The 2025-26 reasonable amounts
From Taxation Determination TD 2025/4, for the 2025-26 income year:
- Overtime meal: $38.65 where a bona fide overtime meal allowance is paid under an industrial instrument.
- Domestic travel, salary $148,250 or less: breakfast $34.75, lunch $39.10, dinner $66.65, and incidentals $24.50 per day.
Accommodation is a separate amount that varies by city, so it is not a single figure. The meal and incidental amounts above are constant across the capital cities for this salary band; higher amounts apply for salaries between $148,251 and $263,850 and for $263,851 and above.
What the reasonable amounts actually do
The amounts are a substantiation exception, not an automatic entitlement. Where an employee receives a genuine travel or overtime meal allowance and spends within the reasonable amount, they can claim a deduction without keeping written evidence. But three things still have to be true: the expense must actually have been incurred, the allowance must be a bona fide allowance (not a disguised part of salary), and the employee must be able to show how the claim relates to the travel. The exception removes the receipt-keeping burden; it does not remove the requirement to have genuinely spent the money.
Meals only apply within the travel period
The reasonable meal amounts only cover meals that fall within the time of day from the start of travel to the end of travel. If an employee leaves at 10am on Monday and returns at 3pm Tuesday, they can apply lunch and dinner for Monday and breakfast and lunch for Tuesday, but not a meal outside that window. A policy that benchmarks to these amounts should make that timing clear, so staff do not claim a meal for a part of the day that fell outside the period the allowance actually covered.
How to use the cheat sheet
- For overtime, apply the $38.65 amount where a genuine overtime meal allowance is paid.
- For domestic travel, apply the breakfast, lunch, dinner, and incidental amounts for the relevant salary band.
- Add the city-specific accommodation amount from the full determination.
- Confirm the allowance is bona fide and the expense was actually incurred before relying on the substantiation exception.
Common mistakes
- Treating the reasonable amount as an automatic deduction without actually spending it.
- Applying the amounts when the allowance is not a genuine travel allowance.
- Using the lowest band’s figures for a higher-salary employee.
- Forgetting that accommodation varies by city and is not part of the flat meal figures.
When the amounts apply themselves
A cheat sheet is a reference; applying it on every claim is the work. Tools that help:
- Driversnote and similar tools handle the travel record automatically.
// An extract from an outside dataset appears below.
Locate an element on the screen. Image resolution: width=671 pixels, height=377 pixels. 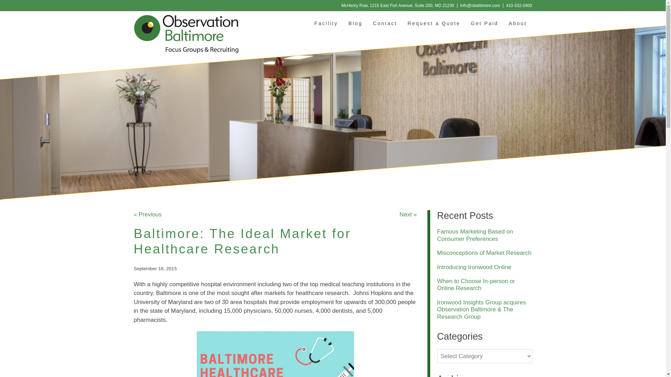
Famous Marketing Based on Consumer Preferences is located at coordinates (474, 235).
- ExpenseFlow reads each travel receipt, codes it, and applies the right treatment as it posts into Xero or QuickBooks Online, so a policy benchmarked to these amounts is enforced in the coding rather than checked by hand.
- Weel sets travel card limits aligned to the reasonable amounts before the spend happens.
Keep this sheet with your expense policy, refresh it when the ATO publishes the next determination, and let captured-at-source coding keep travel claims consistent.